Thanks for your help.
At a quick glance, it appears that you forgot to include the dash in your regular expression and you included trailing slash. Use this instead:
RewriteRule ^properties/([0-9A-Za-z-]+)$ /properties.php?prop=$1
If you look at your rule ^properties/([0-9A-Za-z]+)/$ you see that it needs to end with a forward slash. You can either remove that or make it optional like ^properties/([0-9A-Za-z]+)/?$.
Not sure how you'll take this question but...
Whenever I try to make my URLs look pretty I always end up messing around for too long and it's simply not worth the trouble.
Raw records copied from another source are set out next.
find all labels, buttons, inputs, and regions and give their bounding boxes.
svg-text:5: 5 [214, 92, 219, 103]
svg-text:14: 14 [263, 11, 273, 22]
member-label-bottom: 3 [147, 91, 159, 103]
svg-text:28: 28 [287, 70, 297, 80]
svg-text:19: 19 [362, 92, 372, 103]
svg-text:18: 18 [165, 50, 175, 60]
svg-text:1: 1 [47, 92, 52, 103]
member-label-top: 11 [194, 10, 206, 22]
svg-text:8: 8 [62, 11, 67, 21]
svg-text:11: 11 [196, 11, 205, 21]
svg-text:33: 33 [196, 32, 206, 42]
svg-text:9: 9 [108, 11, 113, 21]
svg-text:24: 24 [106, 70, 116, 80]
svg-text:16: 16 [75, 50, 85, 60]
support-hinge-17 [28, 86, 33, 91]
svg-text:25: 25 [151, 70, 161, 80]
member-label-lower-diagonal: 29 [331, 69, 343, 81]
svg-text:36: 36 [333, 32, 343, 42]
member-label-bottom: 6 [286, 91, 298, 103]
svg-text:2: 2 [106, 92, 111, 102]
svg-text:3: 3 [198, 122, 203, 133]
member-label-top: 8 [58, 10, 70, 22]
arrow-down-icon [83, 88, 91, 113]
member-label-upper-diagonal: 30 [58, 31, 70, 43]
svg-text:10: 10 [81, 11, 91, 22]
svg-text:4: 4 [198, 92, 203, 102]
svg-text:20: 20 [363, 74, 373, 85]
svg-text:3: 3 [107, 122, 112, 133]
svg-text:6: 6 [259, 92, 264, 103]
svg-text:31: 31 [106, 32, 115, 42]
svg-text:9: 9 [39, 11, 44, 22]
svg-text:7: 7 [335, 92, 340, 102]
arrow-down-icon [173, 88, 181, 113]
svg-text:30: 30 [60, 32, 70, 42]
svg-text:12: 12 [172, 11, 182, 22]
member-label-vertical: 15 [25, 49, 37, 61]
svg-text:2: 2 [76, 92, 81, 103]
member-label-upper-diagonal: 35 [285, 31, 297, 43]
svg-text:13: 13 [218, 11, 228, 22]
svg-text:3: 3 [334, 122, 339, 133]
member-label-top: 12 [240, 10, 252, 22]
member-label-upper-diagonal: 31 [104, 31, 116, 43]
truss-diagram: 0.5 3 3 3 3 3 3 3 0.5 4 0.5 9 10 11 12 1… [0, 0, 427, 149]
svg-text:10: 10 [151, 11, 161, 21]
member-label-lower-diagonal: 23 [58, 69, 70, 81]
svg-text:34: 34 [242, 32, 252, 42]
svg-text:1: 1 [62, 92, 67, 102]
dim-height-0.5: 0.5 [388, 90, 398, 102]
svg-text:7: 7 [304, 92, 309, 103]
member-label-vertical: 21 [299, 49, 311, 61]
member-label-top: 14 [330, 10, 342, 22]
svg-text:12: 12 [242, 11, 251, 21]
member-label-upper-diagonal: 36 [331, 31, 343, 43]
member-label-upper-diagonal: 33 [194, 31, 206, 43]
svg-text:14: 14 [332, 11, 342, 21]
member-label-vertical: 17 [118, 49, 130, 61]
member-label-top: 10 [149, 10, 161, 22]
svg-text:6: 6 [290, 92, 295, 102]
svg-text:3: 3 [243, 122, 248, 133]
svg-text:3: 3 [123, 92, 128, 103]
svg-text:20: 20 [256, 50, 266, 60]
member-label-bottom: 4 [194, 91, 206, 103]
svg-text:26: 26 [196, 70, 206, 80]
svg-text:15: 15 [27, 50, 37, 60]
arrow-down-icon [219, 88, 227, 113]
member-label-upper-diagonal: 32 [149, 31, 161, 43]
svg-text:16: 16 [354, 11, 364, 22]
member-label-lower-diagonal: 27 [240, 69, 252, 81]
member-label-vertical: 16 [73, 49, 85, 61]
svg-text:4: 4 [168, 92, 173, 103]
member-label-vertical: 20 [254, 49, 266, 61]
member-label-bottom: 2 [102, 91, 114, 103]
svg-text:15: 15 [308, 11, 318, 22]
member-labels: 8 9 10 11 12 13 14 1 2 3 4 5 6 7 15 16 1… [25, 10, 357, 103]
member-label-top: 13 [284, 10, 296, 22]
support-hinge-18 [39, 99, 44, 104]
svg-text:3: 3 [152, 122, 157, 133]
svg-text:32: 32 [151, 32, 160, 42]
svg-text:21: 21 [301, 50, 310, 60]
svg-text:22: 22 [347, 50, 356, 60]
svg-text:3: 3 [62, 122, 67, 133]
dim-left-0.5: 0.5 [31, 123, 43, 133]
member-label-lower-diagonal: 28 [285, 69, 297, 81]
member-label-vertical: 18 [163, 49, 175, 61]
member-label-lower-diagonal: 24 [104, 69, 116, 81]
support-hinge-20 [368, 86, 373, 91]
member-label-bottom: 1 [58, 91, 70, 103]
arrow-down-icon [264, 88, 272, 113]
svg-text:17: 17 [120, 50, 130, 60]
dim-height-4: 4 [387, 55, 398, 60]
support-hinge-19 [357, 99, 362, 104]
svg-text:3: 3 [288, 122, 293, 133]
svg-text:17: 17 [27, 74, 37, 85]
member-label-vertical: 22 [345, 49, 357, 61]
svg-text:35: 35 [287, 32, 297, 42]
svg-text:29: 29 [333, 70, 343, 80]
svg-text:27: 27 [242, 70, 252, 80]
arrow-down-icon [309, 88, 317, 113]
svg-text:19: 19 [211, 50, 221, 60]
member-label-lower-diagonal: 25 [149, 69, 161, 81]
But the end effect is good if it were a simple task.
So what I want to do is create a method which in the end would achive something like...
index.php?do=user&username=MyUsername //This becomes...
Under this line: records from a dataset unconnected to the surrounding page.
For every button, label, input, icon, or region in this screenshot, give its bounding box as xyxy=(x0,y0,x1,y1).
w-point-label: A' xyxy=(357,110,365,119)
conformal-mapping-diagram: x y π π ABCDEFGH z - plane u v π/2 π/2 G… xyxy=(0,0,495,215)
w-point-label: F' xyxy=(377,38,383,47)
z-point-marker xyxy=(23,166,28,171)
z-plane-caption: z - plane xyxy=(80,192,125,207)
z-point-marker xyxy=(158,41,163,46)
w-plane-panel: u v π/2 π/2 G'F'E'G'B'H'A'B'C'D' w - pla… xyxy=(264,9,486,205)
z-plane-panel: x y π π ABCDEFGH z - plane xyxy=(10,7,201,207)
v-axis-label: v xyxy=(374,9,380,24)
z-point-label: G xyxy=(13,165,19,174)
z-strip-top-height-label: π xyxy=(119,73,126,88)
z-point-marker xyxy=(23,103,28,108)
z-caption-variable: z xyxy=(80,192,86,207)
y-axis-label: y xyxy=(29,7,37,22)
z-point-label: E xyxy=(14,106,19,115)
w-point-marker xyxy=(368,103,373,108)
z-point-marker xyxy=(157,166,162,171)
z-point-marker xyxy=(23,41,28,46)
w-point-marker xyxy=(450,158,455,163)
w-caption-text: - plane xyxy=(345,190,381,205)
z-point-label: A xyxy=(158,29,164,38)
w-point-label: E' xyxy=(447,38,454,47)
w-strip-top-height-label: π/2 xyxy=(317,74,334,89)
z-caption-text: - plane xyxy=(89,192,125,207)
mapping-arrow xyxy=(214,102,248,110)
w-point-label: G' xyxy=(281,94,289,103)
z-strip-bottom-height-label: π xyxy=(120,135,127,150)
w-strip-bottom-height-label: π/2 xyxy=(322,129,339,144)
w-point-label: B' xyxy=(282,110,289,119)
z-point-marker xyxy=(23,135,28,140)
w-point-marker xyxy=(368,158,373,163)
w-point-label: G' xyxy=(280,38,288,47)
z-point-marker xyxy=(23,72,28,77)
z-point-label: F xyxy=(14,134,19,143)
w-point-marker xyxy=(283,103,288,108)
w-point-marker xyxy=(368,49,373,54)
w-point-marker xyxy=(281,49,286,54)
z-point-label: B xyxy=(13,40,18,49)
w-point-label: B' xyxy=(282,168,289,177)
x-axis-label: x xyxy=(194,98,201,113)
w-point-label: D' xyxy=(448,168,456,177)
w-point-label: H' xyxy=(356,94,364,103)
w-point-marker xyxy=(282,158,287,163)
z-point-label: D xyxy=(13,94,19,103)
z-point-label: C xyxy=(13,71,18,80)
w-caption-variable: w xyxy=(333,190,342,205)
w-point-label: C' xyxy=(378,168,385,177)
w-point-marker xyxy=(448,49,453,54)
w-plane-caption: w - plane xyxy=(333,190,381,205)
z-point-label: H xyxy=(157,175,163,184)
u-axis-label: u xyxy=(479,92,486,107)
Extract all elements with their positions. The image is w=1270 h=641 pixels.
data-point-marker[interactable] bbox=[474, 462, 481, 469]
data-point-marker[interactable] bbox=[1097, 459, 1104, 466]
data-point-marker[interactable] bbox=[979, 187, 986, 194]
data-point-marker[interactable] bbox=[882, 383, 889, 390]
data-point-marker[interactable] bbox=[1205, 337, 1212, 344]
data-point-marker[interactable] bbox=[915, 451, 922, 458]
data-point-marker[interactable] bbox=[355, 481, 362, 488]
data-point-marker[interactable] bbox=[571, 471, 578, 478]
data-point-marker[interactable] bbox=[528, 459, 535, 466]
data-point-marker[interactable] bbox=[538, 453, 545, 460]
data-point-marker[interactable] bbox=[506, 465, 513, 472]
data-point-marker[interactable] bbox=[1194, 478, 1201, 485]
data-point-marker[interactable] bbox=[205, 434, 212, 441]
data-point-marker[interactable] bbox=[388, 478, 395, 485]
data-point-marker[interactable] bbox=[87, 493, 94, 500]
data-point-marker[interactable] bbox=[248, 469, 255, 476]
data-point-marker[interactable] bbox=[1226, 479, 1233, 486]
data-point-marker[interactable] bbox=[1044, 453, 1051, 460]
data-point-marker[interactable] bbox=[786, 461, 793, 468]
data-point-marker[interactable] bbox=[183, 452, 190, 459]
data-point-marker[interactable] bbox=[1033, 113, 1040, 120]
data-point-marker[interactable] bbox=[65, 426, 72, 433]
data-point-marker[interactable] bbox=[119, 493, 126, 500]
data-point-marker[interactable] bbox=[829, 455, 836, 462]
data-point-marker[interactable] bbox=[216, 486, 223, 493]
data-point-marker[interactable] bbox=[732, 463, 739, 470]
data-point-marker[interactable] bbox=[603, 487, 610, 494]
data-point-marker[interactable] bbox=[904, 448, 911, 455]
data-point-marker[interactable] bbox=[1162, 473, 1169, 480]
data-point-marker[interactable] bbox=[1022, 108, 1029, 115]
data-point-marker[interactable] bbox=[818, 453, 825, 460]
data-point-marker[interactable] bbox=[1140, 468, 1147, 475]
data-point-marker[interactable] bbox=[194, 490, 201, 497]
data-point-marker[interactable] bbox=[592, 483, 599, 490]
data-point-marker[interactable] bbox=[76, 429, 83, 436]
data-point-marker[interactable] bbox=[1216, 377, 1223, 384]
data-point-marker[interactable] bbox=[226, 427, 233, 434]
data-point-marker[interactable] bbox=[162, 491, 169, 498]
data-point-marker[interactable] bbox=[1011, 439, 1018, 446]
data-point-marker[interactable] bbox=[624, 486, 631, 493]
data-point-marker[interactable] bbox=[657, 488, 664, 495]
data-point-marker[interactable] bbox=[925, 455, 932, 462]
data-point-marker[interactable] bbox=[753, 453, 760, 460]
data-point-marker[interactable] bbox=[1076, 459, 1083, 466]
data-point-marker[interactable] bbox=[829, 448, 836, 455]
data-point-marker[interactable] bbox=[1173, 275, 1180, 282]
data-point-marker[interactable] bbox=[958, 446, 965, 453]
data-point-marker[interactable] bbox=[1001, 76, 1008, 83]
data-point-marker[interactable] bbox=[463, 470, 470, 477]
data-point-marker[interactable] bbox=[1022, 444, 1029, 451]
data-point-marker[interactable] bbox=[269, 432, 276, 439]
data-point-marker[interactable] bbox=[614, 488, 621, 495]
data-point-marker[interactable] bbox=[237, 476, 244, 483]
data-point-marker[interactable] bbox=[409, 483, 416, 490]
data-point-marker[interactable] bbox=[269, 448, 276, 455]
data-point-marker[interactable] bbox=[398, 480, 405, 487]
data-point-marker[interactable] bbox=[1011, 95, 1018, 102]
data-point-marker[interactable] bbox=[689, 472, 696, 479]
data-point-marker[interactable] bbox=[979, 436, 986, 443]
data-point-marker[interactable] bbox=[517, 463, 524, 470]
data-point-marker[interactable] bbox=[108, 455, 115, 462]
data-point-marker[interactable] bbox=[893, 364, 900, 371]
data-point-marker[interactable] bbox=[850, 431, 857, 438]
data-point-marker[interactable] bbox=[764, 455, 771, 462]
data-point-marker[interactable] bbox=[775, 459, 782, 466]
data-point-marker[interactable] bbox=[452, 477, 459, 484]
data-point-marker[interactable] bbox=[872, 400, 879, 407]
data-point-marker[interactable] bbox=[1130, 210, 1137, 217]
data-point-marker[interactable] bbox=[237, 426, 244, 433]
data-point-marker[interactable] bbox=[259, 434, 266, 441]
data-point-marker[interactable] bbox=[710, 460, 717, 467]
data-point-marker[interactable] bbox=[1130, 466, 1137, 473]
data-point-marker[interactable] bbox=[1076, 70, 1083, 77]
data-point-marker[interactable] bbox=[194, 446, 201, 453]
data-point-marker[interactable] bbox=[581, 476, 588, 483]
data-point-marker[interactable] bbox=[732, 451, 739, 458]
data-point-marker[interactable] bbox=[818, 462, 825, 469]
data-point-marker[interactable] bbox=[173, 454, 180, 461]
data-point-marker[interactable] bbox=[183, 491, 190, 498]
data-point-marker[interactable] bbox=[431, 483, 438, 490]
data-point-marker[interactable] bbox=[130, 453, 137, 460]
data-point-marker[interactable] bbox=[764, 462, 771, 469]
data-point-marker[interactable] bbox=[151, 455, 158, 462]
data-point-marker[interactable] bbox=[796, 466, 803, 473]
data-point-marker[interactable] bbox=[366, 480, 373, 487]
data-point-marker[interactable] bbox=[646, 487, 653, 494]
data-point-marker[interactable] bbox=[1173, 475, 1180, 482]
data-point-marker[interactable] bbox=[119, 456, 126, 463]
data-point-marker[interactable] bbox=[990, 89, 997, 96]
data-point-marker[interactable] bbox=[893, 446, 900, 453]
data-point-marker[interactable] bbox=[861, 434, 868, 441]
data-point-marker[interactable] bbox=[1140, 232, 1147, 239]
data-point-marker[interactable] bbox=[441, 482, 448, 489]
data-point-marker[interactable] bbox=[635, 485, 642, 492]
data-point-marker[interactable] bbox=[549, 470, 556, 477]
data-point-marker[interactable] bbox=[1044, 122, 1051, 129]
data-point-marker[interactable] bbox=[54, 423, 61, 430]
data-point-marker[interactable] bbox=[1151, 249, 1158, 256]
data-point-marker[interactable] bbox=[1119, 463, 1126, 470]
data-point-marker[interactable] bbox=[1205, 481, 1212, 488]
/user/MyUsername //...that
index.php?do=page&pagename=customPage //And this becomes...
/page/customPage //...that
index.php?do=lots&where=happens&this=here //This also becomes...
/lots/happens/here //...that
index.php?do=this&and=that&that=this&and=some&more=too //And yes...
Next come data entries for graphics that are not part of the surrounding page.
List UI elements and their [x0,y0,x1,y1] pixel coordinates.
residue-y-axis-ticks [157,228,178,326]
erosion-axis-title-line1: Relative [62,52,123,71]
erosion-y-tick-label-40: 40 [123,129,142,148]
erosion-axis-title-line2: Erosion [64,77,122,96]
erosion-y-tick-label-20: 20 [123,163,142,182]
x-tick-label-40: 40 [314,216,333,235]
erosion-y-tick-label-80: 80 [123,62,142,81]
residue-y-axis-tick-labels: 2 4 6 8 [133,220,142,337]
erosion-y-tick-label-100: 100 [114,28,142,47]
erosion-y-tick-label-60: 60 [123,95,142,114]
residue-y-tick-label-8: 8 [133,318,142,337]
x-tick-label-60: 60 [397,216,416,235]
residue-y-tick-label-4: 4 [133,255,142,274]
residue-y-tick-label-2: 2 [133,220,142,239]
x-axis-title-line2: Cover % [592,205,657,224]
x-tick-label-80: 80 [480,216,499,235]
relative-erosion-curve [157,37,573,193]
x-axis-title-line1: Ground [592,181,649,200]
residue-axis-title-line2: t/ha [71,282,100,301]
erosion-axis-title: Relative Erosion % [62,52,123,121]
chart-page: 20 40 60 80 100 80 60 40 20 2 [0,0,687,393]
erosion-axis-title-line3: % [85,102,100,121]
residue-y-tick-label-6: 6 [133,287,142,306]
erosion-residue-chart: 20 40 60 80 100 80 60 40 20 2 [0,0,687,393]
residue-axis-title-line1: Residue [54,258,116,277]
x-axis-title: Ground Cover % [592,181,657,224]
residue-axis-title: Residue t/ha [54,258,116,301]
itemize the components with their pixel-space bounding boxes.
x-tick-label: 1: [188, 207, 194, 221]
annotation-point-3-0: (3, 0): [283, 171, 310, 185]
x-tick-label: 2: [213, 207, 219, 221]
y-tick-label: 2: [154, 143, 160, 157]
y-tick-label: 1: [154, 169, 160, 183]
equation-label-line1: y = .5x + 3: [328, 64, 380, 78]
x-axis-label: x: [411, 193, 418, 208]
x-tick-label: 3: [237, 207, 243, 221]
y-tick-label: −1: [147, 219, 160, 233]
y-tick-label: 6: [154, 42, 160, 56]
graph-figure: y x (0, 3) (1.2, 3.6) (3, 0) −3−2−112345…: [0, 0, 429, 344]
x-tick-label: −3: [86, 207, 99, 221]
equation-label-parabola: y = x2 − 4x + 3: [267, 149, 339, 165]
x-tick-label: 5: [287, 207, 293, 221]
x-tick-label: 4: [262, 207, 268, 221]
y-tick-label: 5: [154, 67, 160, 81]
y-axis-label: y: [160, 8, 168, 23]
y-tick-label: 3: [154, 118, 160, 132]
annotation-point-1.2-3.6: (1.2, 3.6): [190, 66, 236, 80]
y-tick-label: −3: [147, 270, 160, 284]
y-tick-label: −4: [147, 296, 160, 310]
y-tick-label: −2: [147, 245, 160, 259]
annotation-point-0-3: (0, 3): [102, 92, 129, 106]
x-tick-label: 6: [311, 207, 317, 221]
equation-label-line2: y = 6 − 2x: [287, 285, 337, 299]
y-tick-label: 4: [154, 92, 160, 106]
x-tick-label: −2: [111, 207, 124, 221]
/this/that/this/some/more //This becomes this
So then I just make a nice .htacess file that I'll never have to look at again. Everything will be better in the world because we have pretty URLs and my head didn't hurt in the making.
You can use a different approach of throwing the url in a single parameter, and parse it in your application.
So the apache rewrite rule would look like:
RewriteCond %{REQUEST_FILENAME} !-f
RewriteCond %{REQUEST_FILENAME} !-d
RewriteRule ^(.*)$ index.php?q=$1 [L,QSA]
which will convert your urls as follows:
/user/MyUsername => index.php?q=/user/MyUsername
/page/customPage => index.php?q=/page/customPage
...
In your app, you then have a $_GET['q'] variable, which you can split by '/', and have your arguments in order. In PHP it would be something like:
$args = explode('/', $_GET['q']);
$args will be an array with 'user', 'MyUserName', etc.
This way you will not have to touch your .htaccess again, just your app logic.
For /user/MyUsername ==> index.php?do=user&username=MyUsername and /page/customPage ==>
index.php?do=page&pagename=customPage, you can use:
RewriteRule ^([A-Za-z0-9-]+)/([A-Za-z0-9-]+)$ index.php?do=$1&$1name=$2 [L]
But I don't think you can write a catch-all rule for /lots/happens/here and /this/that/this/some/more because you need to tell mod_rewrite how to translate the two urls.
Remember, mod_rewrite has to translate /lots/happens/here into index.php?do=lots&where=happens&this=here and not the other way around.
The best approach would be to delegate your application to generate the “pretty URLs” as well as parse and interpret them and to use mod_rewrite only to rewrite the requests to your application with a rule like this one:
RewriteRule %{REQUEST_FILENAME} !-f
RewriteRule ^ index.php [L]
This rule will rewrite all requests that can not be mapped directly to an existing file to the index.php. The originally requested URL (more exact: the URL path plus query) is then available at $_SERVER['REQUEST_URI'].